"Venture from the known to the unknown"

"Venture from the known to the unknown."  --B. K. S. Iyengar

Working with challenging āsanas (postures) or difficult aspects or intricacies in our practice brings opportunities to cultivate wisdom, tolerance, and equanimity.  There is a difference between performing practice  for "cosmetic reasons" (outward physical beauty, social recognition or status, or even physical comfort) and practicing with undivided attention to work inward to cultivate physical, emotional, spiritual health and tranquillity.   

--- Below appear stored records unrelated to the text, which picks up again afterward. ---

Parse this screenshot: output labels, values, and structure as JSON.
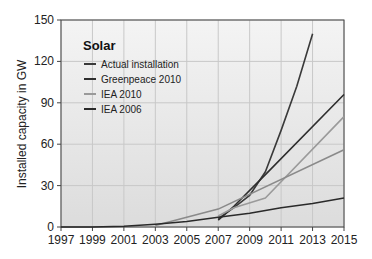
{
  "chart_data": {
    "type": "line",
    "title": "",
    "xlabel": "",
    "ylabel": "Installed capacity in GW",
    "xlim": [
      1997,
      2015
    ],
    "ylim": [
      0,
      150
    ],
    "x_ticks": [
      1997,
      1999,
      2001,
      2003,
      2005,
      2007,
      2009,
      2011,
      2013,
      2015
    ],
    "y_ticks": [
      0,
      30,
      60,
      90,
      120,
      150
    ],
    "grid": true,
    "legend": {
      "title": "Solar",
      "position": "upper-left",
      "entries": [
        "Actual installation",
        "Greenpeace 2010",
        "IEA 2010",
        "IEA 2006"
      ]
    },
    "series": [
      {
        "name": "Actual installation",
        "color": "#3a3a3a",
        "points": [
          [
            2007,
            6
          ],
          [
            2008,
            14
          ],
          [
            2009,
            23
          ],
          [
            2010,
            40
          ],
          [
            2011,
            70
          ],
          [
            2012,
            102
          ],
          [
            2013,
            140
          ]
        ]
      },
      {
        "name": "Greenpeace 2010",
        "color": "#2e2e2e",
        "points": [
          [
            2007,
            5
          ],
          [
            2008,
            15
          ],
          [
            2010,
            38
          ],
          [
            2015,
            96
          ]
        ]
      },
      {
        "name": "IEA 2010",
        "color": "#9a9a9a",
        "points": [
          [
            2007,
            8
          ],
          [
            2008,
            14
          ],
          [
            2010,
            21
          ],
          [
            2015,
            80
          ]
        ]
      },
      {
        "name": "IEA 2010 (lower)",
        "color": "#8a8a8a",
        "points": [
          [
            2003,
            1
          ],
          [
            2007,
            13
          ],
          [
            2015,
            56
          ]
        ]
      },
      {
        "name": "IEA 2006",
        "color": "#2a2a2a",
        "points": [
          [
            1997,
            0
          ],
          [
            1999,
            0
          ],
          [
            2001,
            0.5
          ],
          [
            2003,
            2
          ],
          [
            2005,
            4
          ],
          [
            2007,
            7
          ],
          [
            2009,
            10
          ],
          [
            2011,
            14
          ],
          [
            2013,
            17
          ],
          [
            2015,
            21
          ]
        ]
      }
    ]
  },
  "colors": {
    "plot_bg_top": "#f4f4f4",
    "plot_bg_bottom": "#dcdcdc",
    "grid": "#c8c8c8",
    "axis": "#444444"
  }
}
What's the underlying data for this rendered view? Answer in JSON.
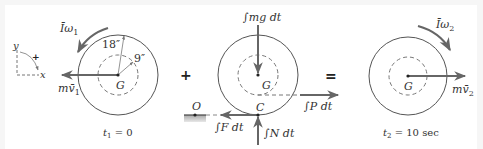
{
  "figure": {
    "type": "impulse-momentum diagram",
    "operators": {
      "plus": "+",
      "equals": "="
    },
    "colors": {
      "line": "#555555",
      "arrow": "#6b6b6b",
      "dashed": "#777777",
      "ground": "#b0b0b0",
      "text": "#333333"
    },
    "panel_1": {
      "time_label": {
        "var": "t",
        "sub": "1",
        "rest": " = 0"
      },
      "angular_momentum": {
        "base": "Īω",
        "sub": "1"
      },
      "linear_momentum": {
        "base": "mv̄",
        "sub": "1"
      },
      "outer_radius_label": "18″",
      "inner_radius_label": "9″",
      "center_label": "G",
      "axes": {
        "x": "x",
        "y": "y",
        "positive_sense": "+"
      }
    },
    "panel_2": {
      "weight_impulse": "∫mg dt",
      "pull_impulse": "∫P dt",
      "friction_impulse": "∫F dt",
      "normal_impulse": "∫N dt",
      "center_label": "G",
      "contact_label": "C",
      "origin_label": "O"
    },
    "panel_3": {
      "time_label": {
        "var": "t",
        "sub": "2",
        "rest": " = 10 sec"
      },
      "angular_momentum": {
        "base": "Īω",
        "sub": "2"
      },
      "linear_momentum": {
        "base": "mv̄",
        "sub": "2"
      },
      "center_label": "G"
    }
  }
}
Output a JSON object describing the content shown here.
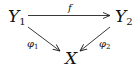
{
  "diagram": {
    "type": "commutative-triangle",
    "nodes": [
      {
        "id": "Y1",
        "base": "Y",
        "sub": "1"
      },
      {
        "id": "Y2",
        "base": "Y",
        "sub": "2"
      },
      {
        "id": "X",
        "base": "X",
        "sub": ""
      }
    ],
    "edges": [
      {
        "from": "Y1",
        "to": "Y2",
        "label_base": "f",
        "label_sub": ""
      },
      {
        "from": "Y1",
        "to": "X",
        "label_base": "φ",
        "label_sub": "1"
      },
      {
        "from": "Y2",
        "to": "X",
        "label_base": "φ",
        "label_sub": "2"
      }
    ]
  }
}
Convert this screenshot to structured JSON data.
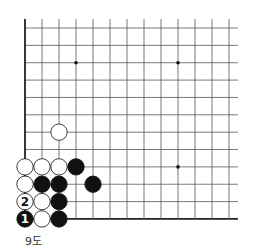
{
  "diagram": {
    "caption": "9도",
    "board": {
      "origin_x": 25,
      "origin_y": 28,
      "spacing": 17.36,
      "cols": 13,
      "rows": 12,
      "line_top": 19,
      "line_right": 238,
      "line_color": "#555555",
      "edge_color": "#222222",
      "star_points": [
        [
          3,
          2
        ],
        [
          9,
          2
        ],
        [
          9,
          8
        ]
      ]
    },
    "stones": [
      {
        "color": "white",
        "col": 2,
        "row": 6,
        "label": ""
      },
      {
        "color": "white",
        "col": 0,
        "row": 8,
        "label": ""
      },
      {
        "color": "white",
        "col": 1,
        "row": 8,
        "label": ""
      },
      {
        "color": "white",
        "col": 2,
        "row": 8,
        "label": ""
      },
      {
        "color": "black",
        "col": 3,
        "row": 8,
        "label": ""
      },
      {
        "color": "white",
        "col": 0,
        "row": 9,
        "label": ""
      },
      {
        "color": "black",
        "col": 1,
        "row": 9,
        "label": ""
      },
      {
        "color": "black",
        "col": 2,
        "row": 9,
        "label": ""
      },
      {
        "color": "black",
        "col": 4,
        "row": 9,
        "label": ""
      },
      {
        "color": "white",
        "col": 0,
        "row": 10,
        "label": "2"
      },
      {
        "color": "white",
        "col": 1,
        "row": 10,
        "label": ""
      },
      {
        "color": "black",
        "col": 2,
        "row": 10,
        "label": ""
      },
      {
        "color": "black",
        "col": 0,
        "row": 11,
        "label": "1"
      },
      {
        "color": "white",
        "col": 1,
        "row": 11,
        "label": ""
      },
      {
        "color": "black",
        "col": 2,
        "row": 11,
        "label": ""
      }
    ]
  }
}
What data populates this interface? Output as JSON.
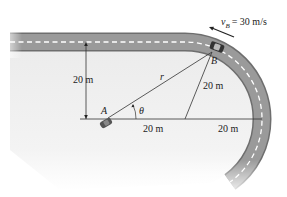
{
  "figure": {
    "velocity_label": "v",
    "velocity_sub": "B",
    "velocity_value": "= 30 m/s",
    "point_A": "A",
    "point_B": "B",
    "radius_label": "r",
    "angle_label": "θ",
    "dim_vertical": "20 m",
    "dim_diagonal": "20 m",
    "dim_horizontal_left": "20 m",
    "dim_horizontal_right": "20 m"
  },
  "colors": {
    "road": "#8f8f8f",
    "road_edge": "#6e6e6e",
    "lane_marking": "#ffffff",
    "ground": "#efefef",
    "lines": "#333333"
  }
}
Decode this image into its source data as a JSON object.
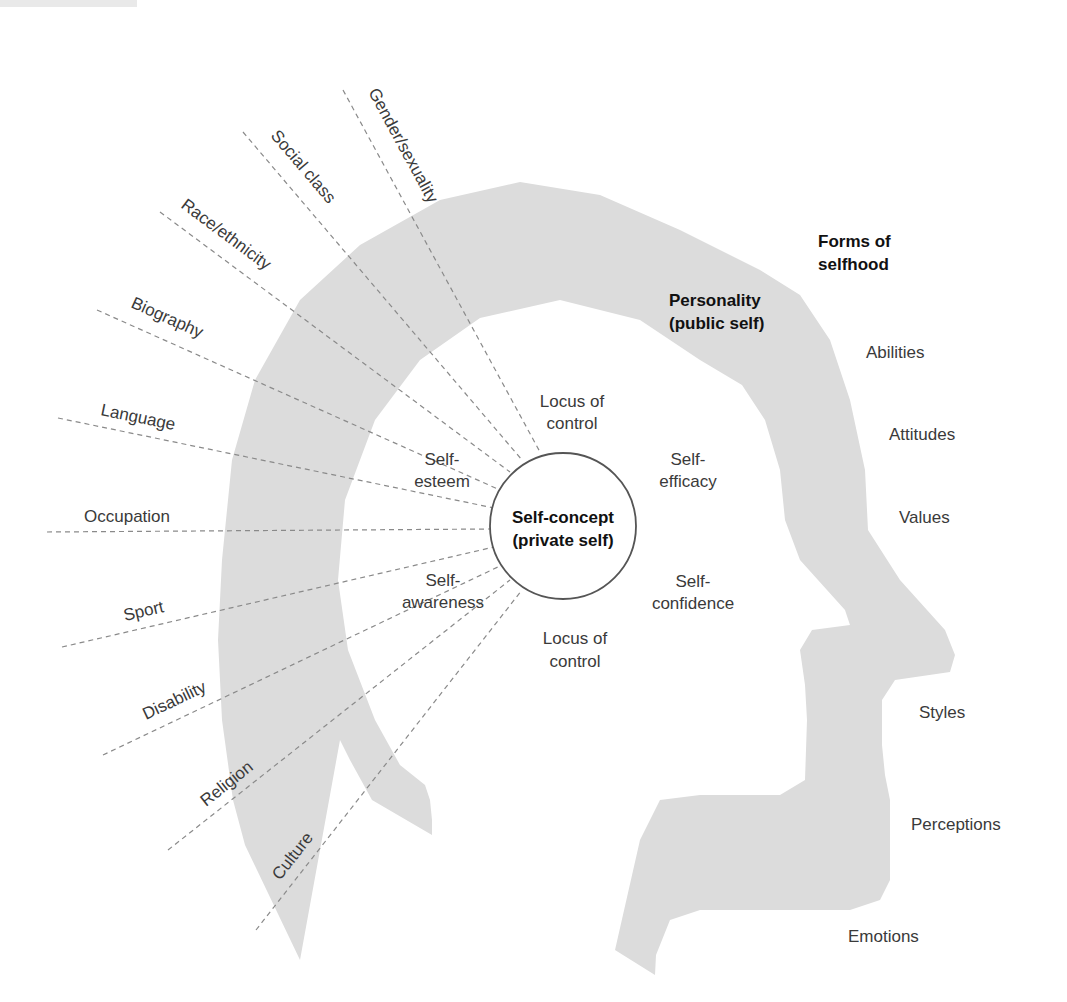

Patanjali names five kleśas (afflictions) that disturb the practitioner's equilibrium of consciousness: avidyā (ignorance or lack of wisdom or true knowledge on the intellectual level), asmitā (egoism --conception of individuality, emotional level), rāga (attachment to pleasurable experiences, also emotional), dvesa (aversion to unpleasantness, sorrow, pain, distress, agony, emotional level), and finally, abhiniveśa (instinctual clinging to life, fear of dying). (Patanjali's Yoga Sutras, II.3) 

B.K.S. Iyengar wrote that Patanjali's "Yoga is designed to help us avoid the slips and errors in our judgment which stores up future sorrows, and it builds up our strength, vigor, and courage to deal with the inevitable problems of life." Cultivating discrimination, the yoga practitioner changes their conduct. (Iyengar, Light on Patañjali's Yoga Sutras, p. 135)

 Working with difficulty in our āsana practice inevitably brings up frustrations, sorrows, physical pain, aversion, and fear.  Many of us have had the experience of a challenging asana becoming easier, perhaps joyful and comfortable, and then to want to repeat that experience many times in future practices. It is common to want to avoid difficulty and  seek out the pleasurable ease of the poses that are accessible, the "known". The trouble with this is that we may become stuck in a rut, and instead of transforming, be caught up in wanting to repeat past experiences that may have been working for us at one time but are no longer bringing about transformation on any level. Are we still paying attention in the comfortable asana, still looking for insight, searching into a state of absorption?

B.K.S. Iyengar advised "Change leads to disappointment if it is not sustained.  Transformation is sustained change and it is achieved through practice."  

There will be more on how to recognize and work with these challenges in our practice in the upcoming posts. Thanks for reading!